An even closer comparison might by Gilbert & Sullivan's Mikado, which probably owes at least as much to Japan as Turandot does to China. Now that I think of it, the comparison is not at all frivolous: both stories turn on a poisonous brew of lust and cruelty that would be horrifying if not laced out in the gauze of exoticism. And Turandot herself probably owes more than Puccini would want to acknowledge to Gilbert's Katisha (I suppose it is pushing things to say that Puccini's Ping, Pang and Pong echo Gilbert's Three Little Maids from School).

But accepting this frontal assault on disbelief it is actually a pretty good show--which is I suppose the least I can say for the opera that brings us the one song that says "opera" in every coffee shop, bookstore or romantic movie comedy--that is, Nessun Dorma (the only competitor is another Puccini--O Mio Babino Caro from Gianni Schicchi).
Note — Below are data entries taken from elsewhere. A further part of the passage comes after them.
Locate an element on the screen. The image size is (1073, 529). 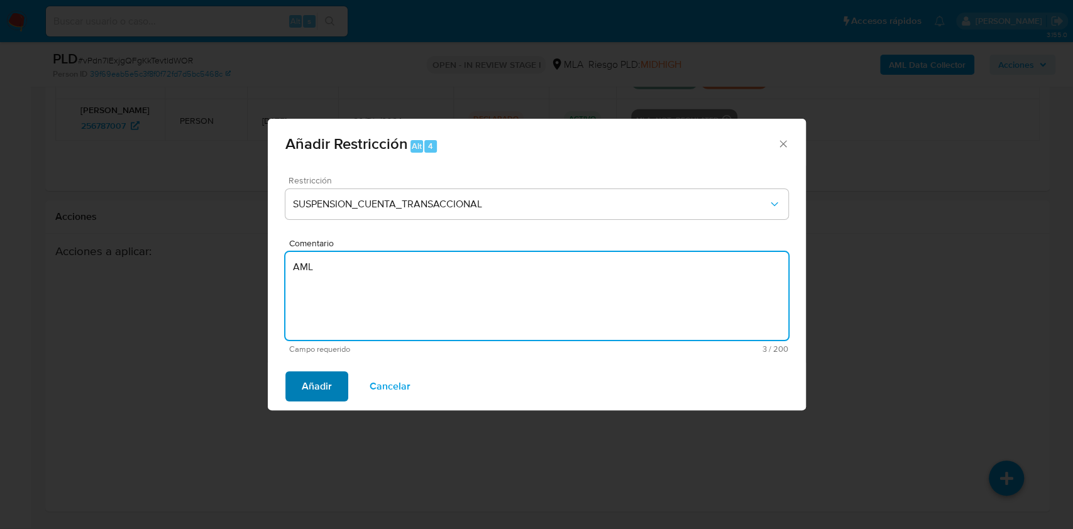
button: Cerrar ventana is located at coordinates (783, 143).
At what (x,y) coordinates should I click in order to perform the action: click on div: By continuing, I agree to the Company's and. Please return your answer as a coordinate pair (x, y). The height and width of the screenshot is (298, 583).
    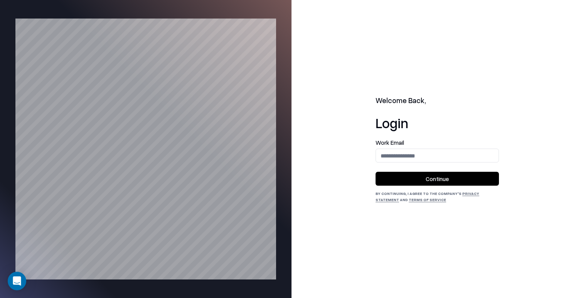
    Looking at the image, I should click on (437, 196).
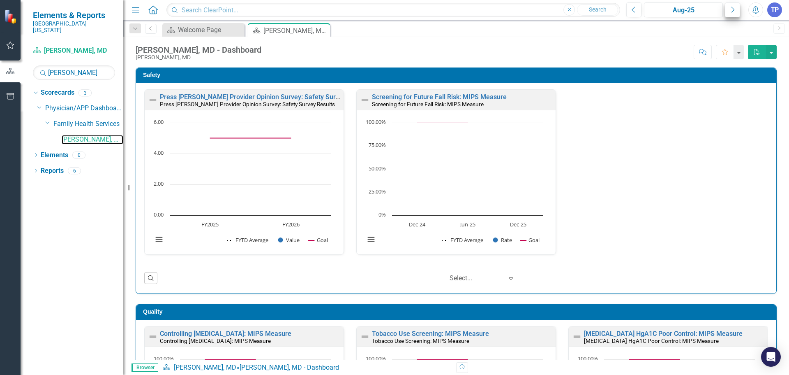 The width and height of the screenshot is (789, 375). What do you see at coordinates (74, 72) in the screenshot?
I see `input: Search Below...` at bounding box center [74, 72].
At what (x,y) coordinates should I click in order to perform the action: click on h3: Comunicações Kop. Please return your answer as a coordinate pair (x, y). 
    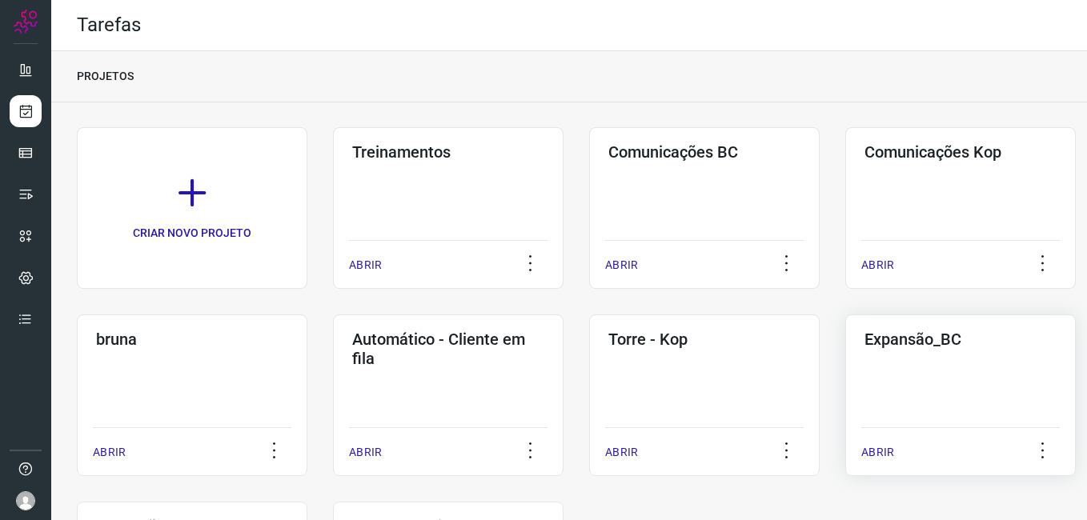
    Looking at the image, I should click on (961, 152).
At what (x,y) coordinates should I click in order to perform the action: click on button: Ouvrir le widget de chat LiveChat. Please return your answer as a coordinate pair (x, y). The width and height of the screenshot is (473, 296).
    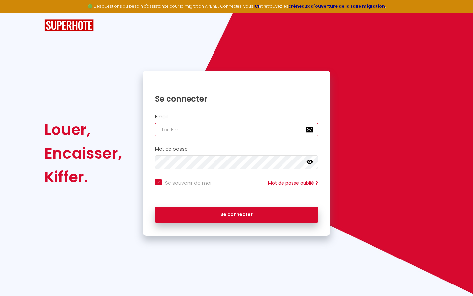
    Looking at the image, I should click on (15, 12).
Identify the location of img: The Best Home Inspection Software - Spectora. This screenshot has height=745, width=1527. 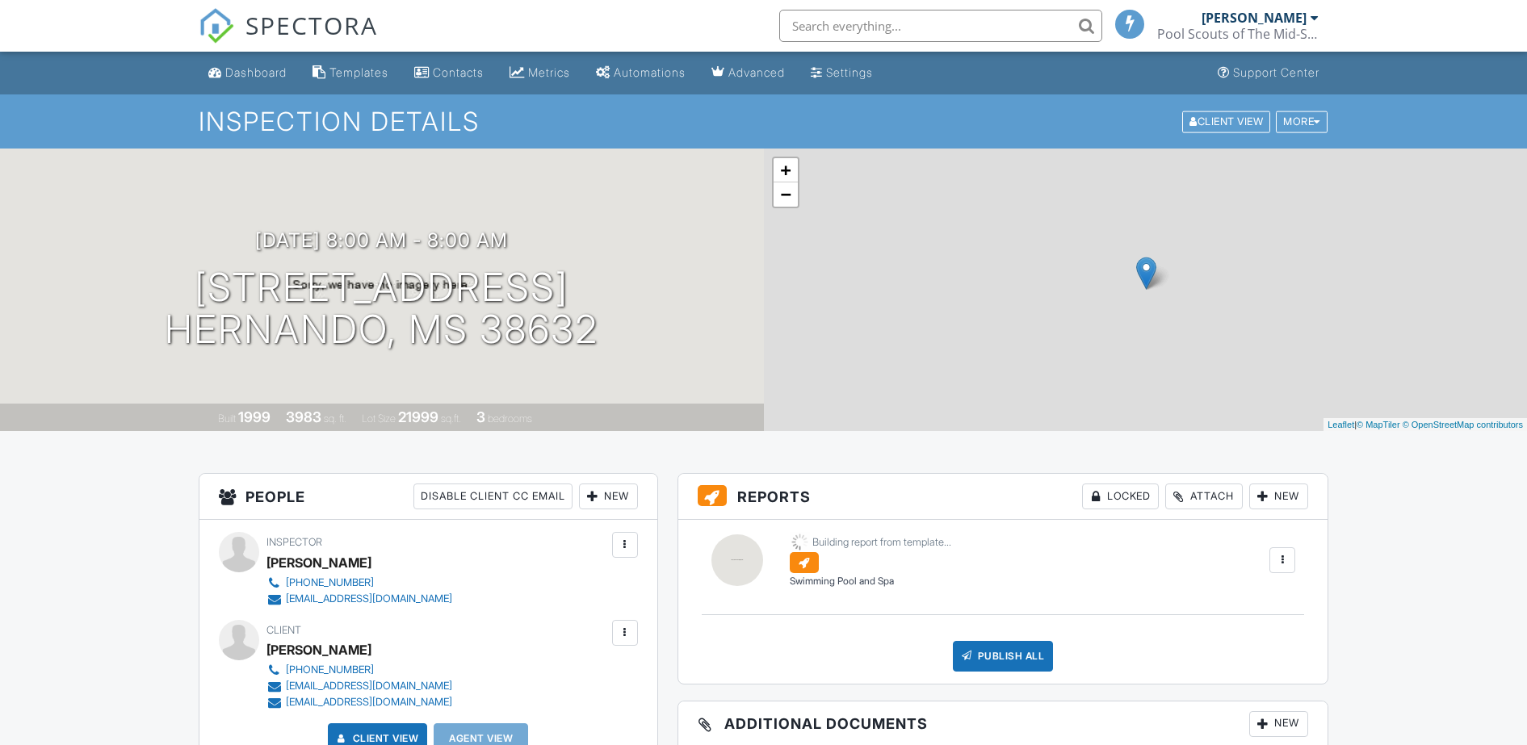
(216, 26).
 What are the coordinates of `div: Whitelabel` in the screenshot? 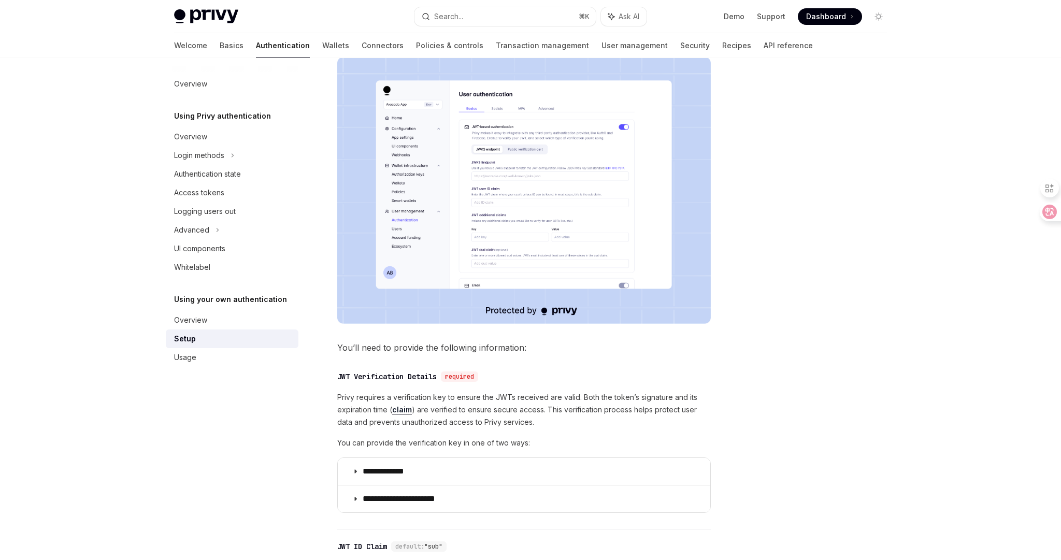 It's located at (192, 267).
Today's Met performance was well sung all around, although I'd give the rosette to Marina Poplavskaya as Liù--the voice is peachy cream although if you listen, you can pick up just a hint of an underlying abrasiveness that makes you recognize tht Poloavskaya the singer isn't nearly as docile as Liù the character.

And that, of course, brings you back to the ineradicable problem with Turandot. I mean really--in the long annals of operatic absurdity, this one really takes the biscuit. No matter how strong the performance, you can't help but find yourself thinking that if Liù had only stabbed that idiot princeling instead of herself, then Turandot would have made her queen consort.